Friday, September 26, 2008

Three Chords And The Truth

If the prospect of ‘low’ entertainment being transmuted into art makes you queasy, look away now. For lo, Peter Murphy has a fine treatise on the influence of punk music on Irish literature over at his Blog of Revelations, in the midst of which he has this to say:
“The compost theory of culture holds that what was once held as ‘low’ entertainment – gothic, southern gothic, pulp fiction, westerns, post-war noir, horror, magic realism, new journalism, the new wave of ’60s sci-fi, EC and Marvel comics, tales from the crypt, performance poetry, graffiti art, graphic novels – gets turned to precious metal by the pressure of successive decades heaped on top of each other, until, at this end of the process, what was once derided as common has become retroactively transmuted into art.
  “Anybody feeling queasy here should note that Cormac McCarthy, maybe the most respected living American writer, has worked exclusively in genre for decades, be it the post-apocalyptic (THE ROAD), modern noir, (NO COUNTRY FOR OLD MEN), western (THE BORDER TRILOGY) horror masquerading as western (BLOOD MERIDIAN) or southern gothic (CHILD OF GOD, OUTER DARK).”
  Peter I love like a mother from another brother, etc., but there’s an issue at the heart of his argument I can’t get my head around, which is that he views Irish literary works through the prism of the punk music of the Sex Pistols, The Clash, et al.
  Surely, if the ‘low entertainment vs art’ argument holds true, then punk – and pop, rock, C&W, metal, et al – are simply genres of music, with classical the only music worth taking seriously for true connoisseurs.
  Here’s something that occurred to me while watching the Coen Brothers’ take on NO COUNTRY FOR OLD MEN – the movie would not be judged on its merits as a genre flick, but simply on whether it was a good or bad movie.

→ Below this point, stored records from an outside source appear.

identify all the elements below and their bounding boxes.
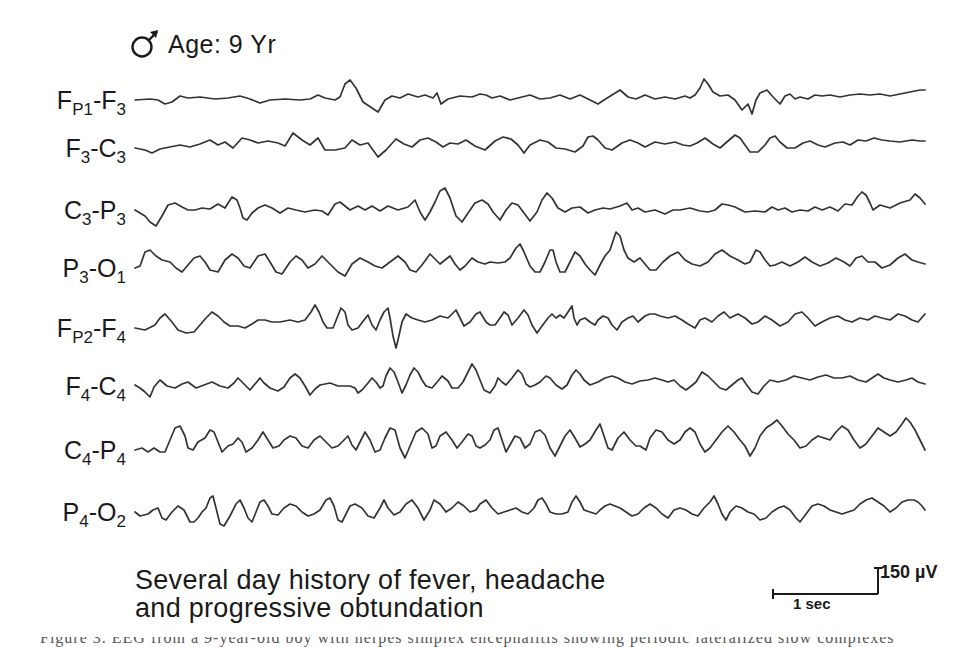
caption-line-1: Several day history of fever, headache <box>135 566 606 594</box>
eeg-trace-c4-p4 <box>135 418 925 458</box>
figure-caption-cutoff: Figure 3. EEG from a 9-year-old boy with… <box>40 637 940 647</box>
eeg-trace-p4-o2 <box>135 496 925 526</box>
scale-amplitude-label: 150 µV <box>880 562 937 583</box>
eeg-trace-f3-c3 <box>135 133 925 157</box>
eeg-trace-f4-c4 <box>135 364 925 397</box>
eeg-trace-p3-o1 <box>135 232 925 276</box>
clinical-history-caption: Several day history of fever, headache a… <box>135 566 606 622</box>
eeg-traces <box>0 0 961 647</box>
caption-line-2: and progressive obtundation <box>135 594 606 622</box>
eeg-trace-fp1-f3 <box>135 79 925 114</box>
eeg-trace-fp2-f4 <box>135 305 925 348</box>
eeg-figure: Age: 9 Yr FP1-F3F3-C3C3-P3P3-O1FP2-F4F4-… <box>0 0 961 647</box>
scale-time-label: 1 sec <box>793 595 831 612</box>
eeg-trace-c3-p3 <box>135 188 925 226</box>
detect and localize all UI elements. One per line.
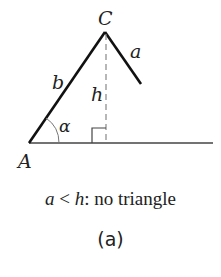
angle-arc	[46, 118, 59, 143]
angle-label: α	[59, 116, 71, 136]
height-label: h	[91, 83, 103, 105]
caption: a < h: no triangle	[0, 188, 221, 210]
subfigure-label: (a)	[0, 228, 221, 250]
right-angle-marker	[92, 128, 106, 143]
vertex-c-label: C	[98, 7, 113, 29]
caption-relation: <	[54, 188, 74, 209]
caption-text: : no triangle	[84, 188, 176, 209]
vertex-a-label: A	[16, 150, 32, 172]
caption-var-h: h	[75, 188, 85, 209]
side-b-label: b	[52, 71, 64, 93]
side-a-label: a	[130, 40, 141, 62]
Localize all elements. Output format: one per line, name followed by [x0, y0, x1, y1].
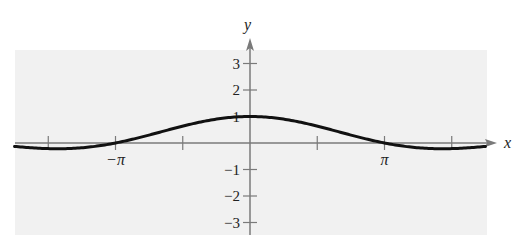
- x-tick-label: π: [380, 151, 389, 168]
- function-plot: x y −ππ 321−1−2−3: [0, 0, 516, 245]
- y-tick-label: −2: [224, 188, 240, 204]
- y-tick-label: −3: [224, 215, 240, 231]
- y-tick-label: −1: [224, 162, 240, 178]
- x-tick-label: −π: [106, 151, 126, 168]
- y-axis-label: y: [242, 16, 252, 34]
- y-tick-label: 2: [233, 82, 241, 98]
- y-tick-label: 3: [233, 56, 241, 72]
- x-axis-label: x: [503, 134, 511, 151]
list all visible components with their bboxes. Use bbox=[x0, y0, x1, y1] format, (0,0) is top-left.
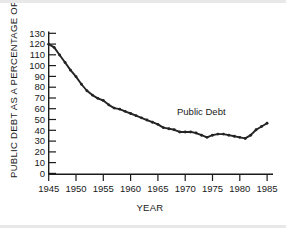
data-point bbox=[69, 69, 72, 72]
data-point bbox=[151, 121, 154, 124]
data-point bbox=[58, 54, 61, 57]
data-point bbox=[173, 128, 176, 131]
y-tick-label-40: 40 bbox=[34, 125, 45, 136]
data-point bbox=[47, 43, 50, 46]
x-tick-label-1980: 1980 bbox=[229, 183, 250, 194]
data-point bbox=[184, 130, 187, 133]
x-axis-tick-marks bbox=[49, 174, 267, 181]
x-tick-label-1960: 1960 bbox=[120, 183, 141, 194]
data-point bbox=[107, 103, 110, 106]
y-tick-label-90: 90 bbox=[34, 71, 45, 82]
data-point bbox=[195, 132, 198, 135]
data-point bbox=[260, 125, 263, 128]
data-point bbox=[64, 61, 67, 64]
y-tick-label-110: 110 bbox=[30, 49, 45, 60]
y-axis-title: PUBLIC DEBT AS A PERCENTAGE OF GNP bbox=[8, 0, 19, 178]
plot-series-group bbox=[47, 43, 268, 140]
data-point bbox=[206, 136, 209, 139]
y-tick-label-10: 10 bbox=[34, 157, 45, 168]
data-point bbox=[266, 122, 269, 125]
public-debt-points bbox=[47, 43, 268, 140]
data-point bbox=[124, 110, 127, 113]
data-point bbox=[167, 127, 170, 130]
data-point bbox=[211, 134, 214, 137]
y-tick-label-70: 70 bbox=[34, 92, 45, 103]
data-point bbox=[75, 75, 78, 78]
data-point bbox=[80, 83, 83, 86]
data-point bbox=[249, 134, 252, 137]
y-axis-tick-labels: 130 120 110 100 90 80 70 60 50 40 30 20 … bbox=[29, 28, 45, 179]
data-point bbox=[200, 134, 203, 137]
x-tick-label-1965: 1965 bbox=[147, 183, 168, 194]
y-axis-title-group: PUBLIC DEBT AS A PERCENTAGE OF GNP bbox=[8, 0, 19, 178]
x-tick-label-1945: 1945 bbox=[38, 183, 59, 194]
chart-figure: PUBLIC DEBT AS A PERCENTAGE OF GNP 130 1… bbox=[0, 0, 286, 228]
data-point bbox=[140, 116, 143, 119]
data-point bbox=[178, 130, 181, 133]
data-point bbox=[189, 130, 192, 133]
data-point bbox=[85, 89, 88, 92]
y-tick-label-20: 20 bbox=[34, 146, 45, 157]
data-point bbox=[129, 112, 132, 115]
data-point bbox=[162, 126, 165, 129]
data-point bbox=[146, 119, 149, 122]
x-tick-label-1950: 1950 bbox=[65, 183, 86, 194]
top-divider bbox=[0, 0, 286, 3]
y-tick-label-30: 30 bbox=[34, 135, 45, 146]
y-tick-label-100: 100 bbox=[29, 60, 45, 71]
y-tick-label-60: 60 bbox=[34, 103, 45, 114]
data-point bbox=[156, 123, 159, 126]
y-tick-label-130: 130 bbox=[29, 28, 45, 39]
data-point bbox=[53, 46, 56, 49]
x-tick-label-1955: 1955 bbox=[93, 183, 114, 194]
data-point bbox=[244, 137, 247, 140]
data-point bbox=[255, 128, 258, 131]
y-tick-label-120: 120 bbox=[29, 38, 45, 49]
data-point bbox=[96, 97, 99, 100]
data-point bbox=[118, 108, 121, 111]
public-debt-line-chart: PUBLIC DEBT AS A PERCENTAGE OF GNP 130 1… bbox=[0, 0, 286, 228]
y-tick-label-0: 0 bbox=[40, 168, 45, 179]
data-point bbox=[113, 107, 116, 110]
data-point bbox=[91, 94, 94, 97]
data-point bbox=[233, 135, 236, 138]
x-axis-tick-labels: 1945 1950 1955 1960 1965 1970 1975 1980 … bbox=[38, 183, 278, 194]
data-point bbox=[102, 99, 105, 102]
x-tick-label-1970: 1970 bbox=[175, 183, 196, 194]
data-point bbox=[135, 114, 138, 117]
data-point bbox=[238, 136, 241, 139]
y-tick-label-50: 50 bbox=[34, 114, 45, 125]
bottom-divider bbox=[0, 225, 286, 228]
x-tick-label-1975: 1975 bbox=[202, 183, 223, 194]
x-tick-label-1985: 1985 bbox=[257, 183, 278, 194]
y-tick-label-80: 80 bbox=[34, 81, 45, 92]
data-point bbox=[222, 133, 225, 136]
data-point bbox=[216, 133, 219, 136]
x-axis-title: YEAR bbox=[136, 202, 163, 213]
data-point bbox=[227, 134, 230, 137]
series-annotation-public-debt: Public Debt bbox=[177, 106, 226, 117]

And when the awards season rolled around, the film wasn’t awarded ‘Best Crime Flick’, it was given ‘Best Flick’.
  You can argue, as I’ve been known to do after a dry sherry or four, that movie-making being a relatively new form, it’s more in tune with generalised democracy and universal suffrage – as with TV, it instinctively understands that its audience is for the very great part composed of a classless society, or at least believes that it belongs to a classless society.
  The world of books, on the other hand, has its roots in a much different world order, one which depended for its very existence on the idea of a pecking order. And no matter how you arranged that pecking order – by title, rank or money – the essential element underpinning it was snobbery.
  Peter, back at the Blog of Revelations, celebrates the social and cultural leveller that was / is the punk ethic by urging us to:
“ … imagine a climate where Irish writers and, crucially, non-Irish writers resident here, co-opted punk’s refusal to observe protocol, where there’s no confining delineation between so-called serious and popular literature, where language, theme, storytelling craft and imagination all co-exist.”
  He goes on to cite, as examples of same, Michael Chabon, Jonathan Lethem, Kelly Link, Joe Hill, AM Homes, David Foster Wallace, Steven Hall, Jeffrey Eugenides, Dave Eggars, George Saunders, Katherine Dunne and Tom Spanbauer.
  I don’t get the “and, crucially, non-Irish writers resident here” bit, but what I can suggest is that there many Irish writers who have “co-opted punk’s refusal to observe protocol”. They include John Connolly, Ken Bruen, Alan Glynn, Tana French, Adrian McKinty, Gerard Donovan, Colin Bateman … you get my drift.
  If punk was about anything, it was about telling it like it is. Some, like the Pistols, were wilfully raw. Others, such as The Buzzcocks, were deceptively articulate and sophisticated.
  Crime writing – whether wilfully raw or sophisticated and articulate – tells it like it is.
  All together now: “Even fallen in love with someone / Ever fallen in love / In love with someone / You shouldna fallen in love with …”

1 comment:

  1. Folks? Keep a weather out for Peter Murphy's JOHN THE REVELATOR ... "an absolutely wonderful novel," according to Colm Toibin.

    Cheers, Dec

    ReplyDelete

Declan Burke has published a number of novels, the most recent of which is ABSOLUTE ZERO COOL. As a journalist and critic, he writes and broadcasts on books and film for a variety of media outlets, including the Irish Times, RTE, the Irish Examiner and the Sunday Independent. He has an unfortunate habit of speaking about himself in the third person. All views expressed here are his own and are very likely to be contrary.